The last decade has witnessed a veritable scholarly obsession with the subject of political theology: a multifaceted concept with varying meanings ranging from theocracy studies to the origins of contemporary political ideas. The reasons behind the turn to political theology are complex, and current scholarly interest in the topic often varies depending on the academic discipline. Yet despite its numerous subfields, the current debate over political theology often hinges on one question: Can liberal democracies function and flourish on secular principles alone or must they make recourse to religious inspiration and language?

Since 9/11, some of the most noted contemporary philosophers and theorists—Charles Taylor, Jürgen HabermasGiorgio Agamben, and others—have seemingly devoted the bulk of their academic energies to this question. Many of them, often atheists, have highlighted the functional and structural importance of theology for political and social life. Some suggest that Enlightenment reason alone is incapable of cultivating the necessary virtues to sustain the democratic public sphere. Others argue, that “the West” must now make recourse to its Judeo-Christian heritage in order to defend its superiority against irrational belief.

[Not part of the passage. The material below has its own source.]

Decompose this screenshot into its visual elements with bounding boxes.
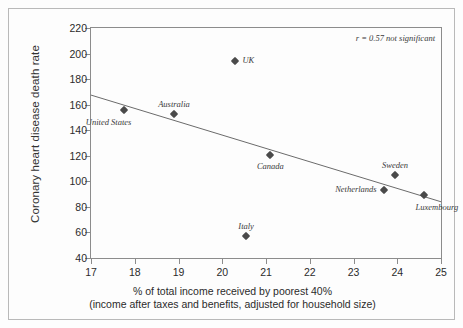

So we now have an ironic situation in which theological discourse in the public sphere is tolerated by certain atheists in the academy—often on the political Left—who are unconvinced that secularism alone can engender and facilitate liberal/democratic cultures. Not only do their critics find this solution unacceptable, but they are also troubled by some of the intellectual influences used to support it. Their aim, in turn, is to overcome political theology by defending secularism’s ability to satisfy modern democratic needs.

It is this backstory that provides much of the motivational context for Victoria Kahn’s impressive new book, The Future of Illusion: Political Theology and Early Modern Texts. Kahn is one of the preeminent scholars associated with the turn to political theology in early modern studies, but her interest in political theology is diametrically opposed to the post-secular attempt to rehabilitate it. She, in fact, calls out Charles Taylor, Giorgio Agamben, Slavoj Zizek, Terry Eagleton, and many others for having given up on the political and cultural sufficiency of secularism. Kahn believes that such misguided pessimism is due to a crucial oversight.

The major aim of Kahn’s work is to tease out the theological and secular motifs of early modern texts, in order to demonstrate their reoccurrence in the present debate over political theology; a path that she believes contemporary critics have neglected to their peril. In this way, Kahn argues that she can overcome the post-secular sympathy for theology by recovering a form of secularism that provides all the necessary resources for making political theology obsolete.

Kahn pursues this by providing an exegetical account of how the most influential twentieth-century analysts of political theology—Carl Schmitt, Leo Strauss, Ernst Kantorowicz, Walter Benjamin—made recourse to the early modern period in developing their arguments on the origins of the theological-political problem. These thinkers, suggests Kahn, pinpointed the key term by which Hobbes, Shakespeare, Machiavelli and Spinoza broke away from legitimating the state on theological grounds: the idea of poiesis.

What Kahn means by poiesis is that religion is a human creation on par with art or poetry. Poiesis, as such, entails a secular anthropology that empowers human beings with the capacity to fashion their own political visions of the world sans theology. This involves something more than just the idea that political theology is really a human fiction. It suggests, more importantly, the human ability to reimagine the ordering of the world.

Kahn spends a significant amount of time answering critics that blame poiesis for modern skepticism and cultural relevatism. Her rejoinders to these claims are compelling, but one could fault the book for not adequately dealing with the charge that poiesis might give way to secular/political religions.

The Future of Illusion demonstrates the exhaustion many scholars are now experiencing with political theology. Moving beyond the religion-versus-rationality distinction, Kahn has perhaps found a way to push the debate forward by interpreting theology and secularism as competing art forms. May the best poetry win, Kahn seems to suggest, and she clearly thinks secularism is the more capable one. In the end, Kahn’s attempt to reorient the debate over political theology offers her readers an illuminating alternative to a subject that, in recent years, has become a bit stale.